“On the streets, a child is born, with battle lines already drawn”
– George Benson, Lalo Schifrin & Gale Garnett
The lyrics play over the closing credits and there’s not much more to be said.
Boulevard Nights is a dark and gritty tale of barrio life in Los Angeles in the 1970s.
The film centers around two brothers, Raymond and Chuco Avila (Richard Yniguez and Danny De La Paz). Raymond is older, wiser and on the verge of getting out of barrio life and starting a life of his own. Chuco is younger, angrier and the center point of the story.
The film is directed by Michael Pressman who has an enormous amount of directing credits (mostly TV), but got his start directing films.
While he’s made some excellent television… his feature list isn’t remotely memorable. Daniel Nakano won awards for this screenplay, but I can’t imagine why. Although it may look a lot better on paper than it did on film. Also, who knows what Pressman and co-writer Michael Scheff did to it after they got their hands on it.

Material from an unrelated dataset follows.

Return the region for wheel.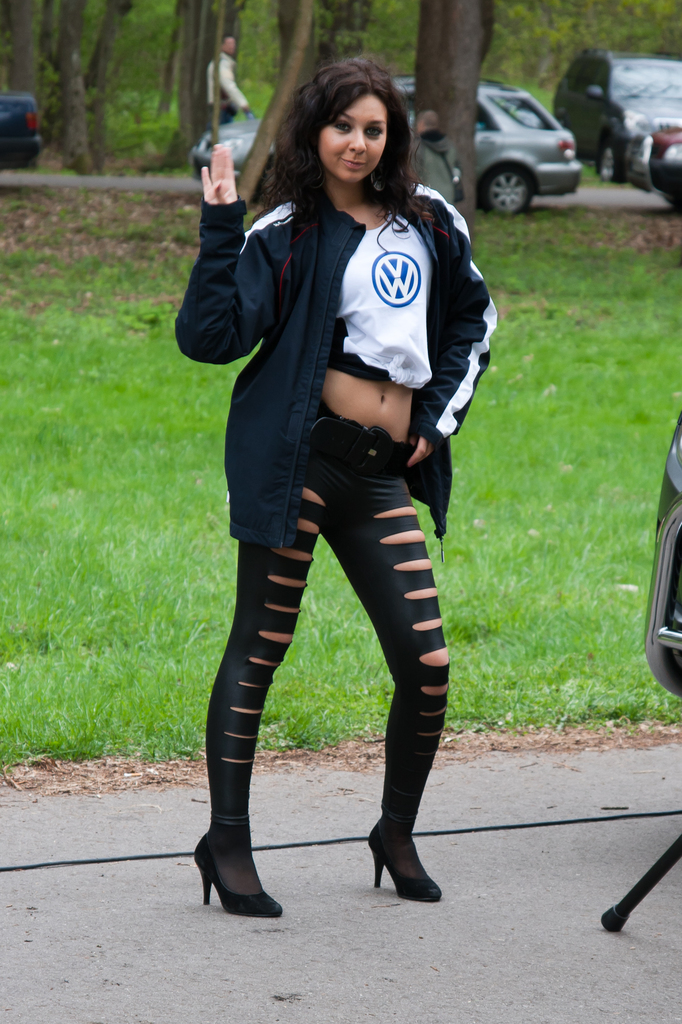
597 129 637 187.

The fact that Nakano wound up on the writing team for American Me isn’t remotely surprising. I’d be interested in seeing the original script. Something tells me it would be a LOT better than what the final product looked like.

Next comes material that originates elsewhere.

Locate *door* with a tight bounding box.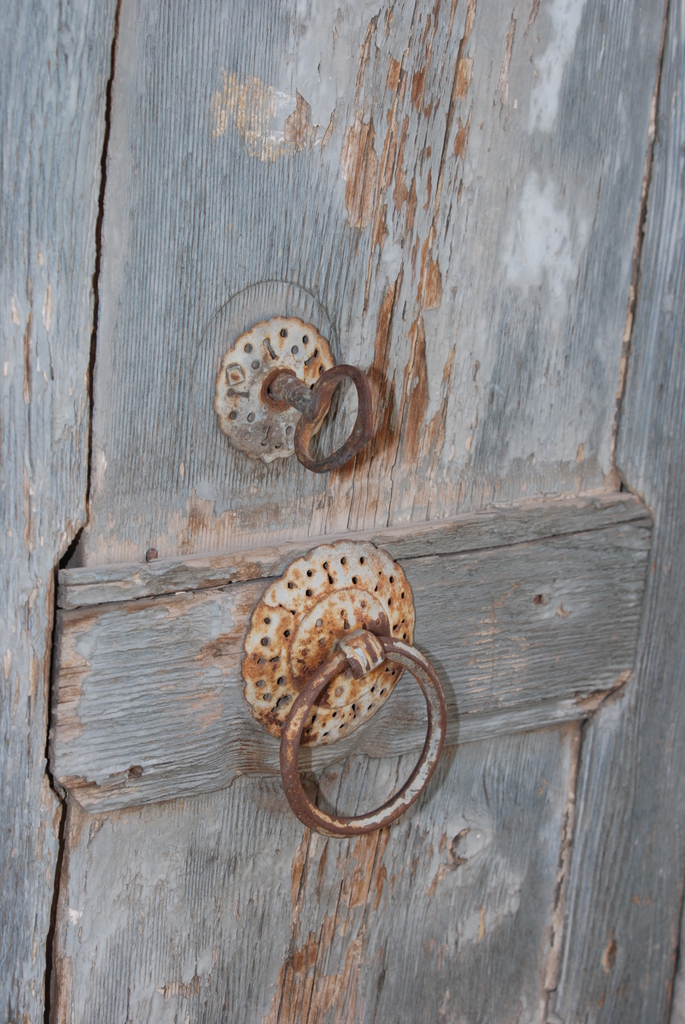
x1=0 y1=10 x2=684 y2=1023.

The intent of this film is much much better than the execution.
It’s low budget and the production values aren’t great. Although the Warner Archive Blu-ray is a solid upgrade from previous home video releases, I’m actually surprised that the studio put that kind of investment into this particular film. I am sure there are barrio tales from before this film, but it seems like it was the source of inspiration for a lot of the defining films of the genre.
American Me and Colors are infinitely better barrio films. However, upon reflection, I probably appreciate them a little more now that I’ve seen Boulevard Nights. American Me is an incredibly hard watch because of the realistic brutality of it. It feels authentic and guts you from the beginning to the end. Colors is more Hollywood, but is extremely powerful in portraying the futility of gang life. Also, if you look at both cast lists, it’s basically a who’s who of awesomely talented performers.
Boulevard Nights just doesn’t have the talent to be the film it wanted to be and the entire film feels like a low budget movie of the week. Yniguez has a ton of credits, mostly TV and you will immediately recognize him as a 70s, 80s, 90s that guy from numerous series. De La Paz went on to play Big Puppet in American Me and you can see he seriously matured between roles. Boulevard Nights was his first feature credit and he’s had a long, if unspectacular, career since.
There is no other character of note. NONE. This is a huge failing. I mean, there is a car shop manager, the boys’ mother, a girlfriend and a bunch of amorphous “bad guys” from a different barrio. None of them have any real development. They want us to care about the characters and their lives, but they don’t really even give us anything more than cursory development around the brothers. It’s just not well made at all.
On the technical side, there’s not much to look at either.
Every color is muted, which isn’t a huge surprise because of when it was shot. The editing is poor. The lighting during critical moments is terrible. I understand a lot of the key plot points take place at night, but there are ways to light a night scene so the viewers can have a clue what’s going on. There are a couple of good visuals of period cars with tricked out suspensions bouncing, but those are literally the best lit and framed scenes in the film.
The rest is amateurish at best.
To be fair, literally no one that was involved in this film was particularly experienced at the time, so I guess it shouldn’t surprise us it looks like a low budget student film. Still, it’s a little bizarre that a studio would take an award winning script and turn out such a sub-par product. Maybe is was just what they did in the 70s. I don’t really know. What I do know, is this could have been a lot more and when we look at the evolution of barrio films, maybe the best thing that could be said about Boulevard Nights is it paved the way for some truly great films.
If you’re a fan of more modern gang films like American Me, Colors, Boyz in the Hood, Straight Out of Brooklyn, etc, then you will probably enjoy this and see scenes that like inspired those films.
If not, don’t bother. It isn’t worth the hour and forty minutes.
Included is the film’s theatrical trailer.